When I say Tokenizer, I mean something that the model can also use in Training. So as there is no use for SSML in training, it makes sense to use the Tokenizer as the base class I guess. But I mostly agree with you for inference.

Tokenizer can have preprocess, tokenize, and postprocess steps and we can deal with the contextual information in the preprocess step by providing the right set of preprocessing steps for the selected language.

I don't like the "ignoring" idea since then the user does not really know what really works and what doesn't . To me, defining the available tags based on the selected models makes more sense. But it is also definitely harder than just ignoring. Maybe we should start by ignoring for simplicity.

synesthesiam commented 2 years ago

I'll implement a proof of concept with the Tokenizer idea :+1:

davidak commented 2 years ago

oh no

stale[bot] commented 2 years ago

This issue has been automatically marked as stale because it has not had recent activity. It will be closed if no further activity occurs. Thank you for your contributions. You might also look our discussion channels.

mariusa commented 2 years ago

not stale

lebigsquare commented 2 years ago

<emphasis></emphasis>would be a good one to implement.

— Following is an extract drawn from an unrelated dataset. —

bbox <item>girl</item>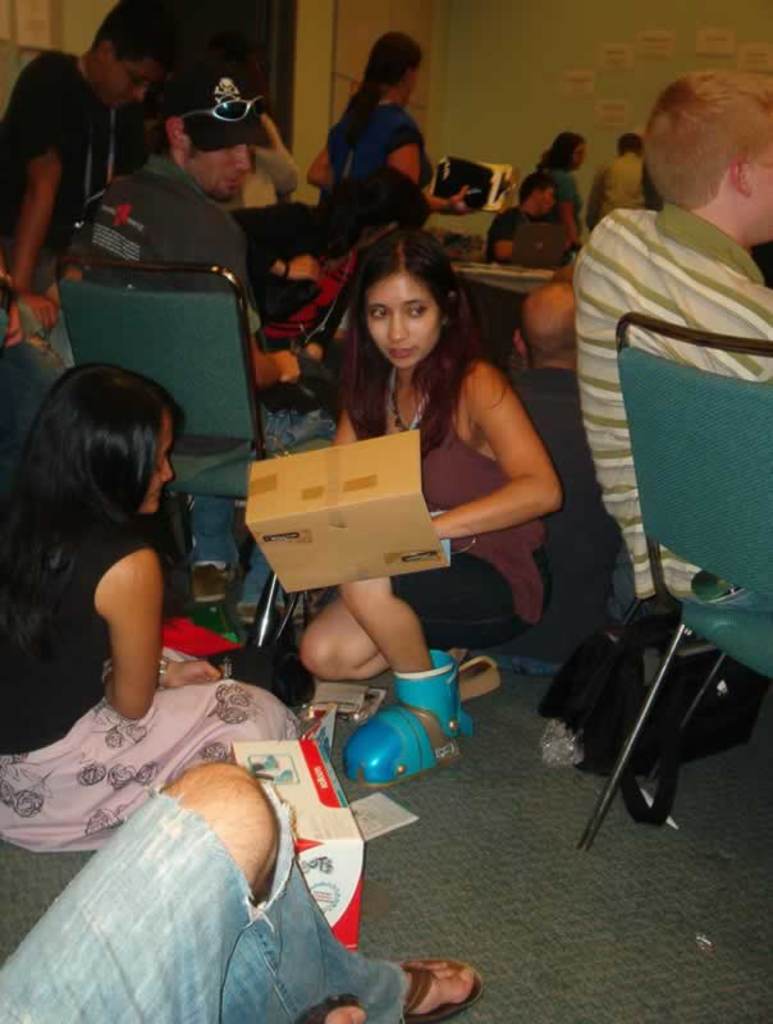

https://cloud.google.com/text-to-speech/docs/ssml#emphasis

Is this <emphasis level="moderate">your</emphasis> bag ?

erogol commented 2 years ago

TokenizerAPI is WIP https://github.com/coqui-ai/TTS/pull/1079

erogol commented 2 years ago

@synesthesiam any updates?

stale[bot] commented 2 years ago

This issue has been automatically marked as stale because it has not had recent activity. It will be closed if no further activity occurs. Thank you for your contributions. You might also look our discussion channels.

davidak commented 2 years ago

No activity does not mean that it is not important anymore.

jeremy-hyde commented 2 years ago

The <mark> tag is also very useful. Google use it to extract timestamp of the generated audio. Useful to know where things are said

Google doc W3C ref

stale[bot] commented 2 years ago

This issue has been automatically marked as stale because it has not had recent activity. It will be closed if no further activity occurs. Thank you for your contributions. You might also look our discussion channels.

erogol commented 2 years ago

@WeberJulian 👀

WeberJulian commented 2 years ago

Hey I started hacking some basic SSML support using Gruut as parsing. For now it's really just a draft but you can try it out here https://github.com/coqui-ai/TTS/pull/1452

liaeh commented 1 year ago

@WeberJulian is there an update on adding SSML support to coqui?

Thanks for the info!

s-wel commented 1 year ago

I think this feature is even much more relevant now. Consider that, for instance, many future research projects will need alternatives for Google TTS (which is quite strong in SSML) because of the European Union's ambition to strengthen solutions that contribute to trustworthy AI. Is anyone capable of outlining what the specific bottleneck for this feature is? What makes it difficult to implement?

thetrebor commented 1 year ago

i really liked where this is going. what are the chances it could get merged wtih main so we can continue with it?

jav-ed commented 1 year ago

Having the possibility to add user defined pauses in the speech would be great.

MesumRaza commented 1 year ago

Any update?

erogol commented 1 year ago

Nobody's working on it from the dev team.

Hunanbean commented 1 year ago

For what it is worth, i consider this absolutely essential. I hope very much that this is re-opened and worked towards. you kind of quickly hit a brick wall of what you can do without SSML present

vodiylik commented 1 year ago

Any updates? 👀

grabani commented 1 year ago

Still hanging around to see if there is any progress...

jgsaez9 commented 10 months ago

Any update??

genglinxiao commented 10 months ago

Do we have basic support of SSML now? Or is it only supported in the Gruut branch?

erogol commented 10 months ago

No we don't have SSML and no timeline for it unless someone is contributing it.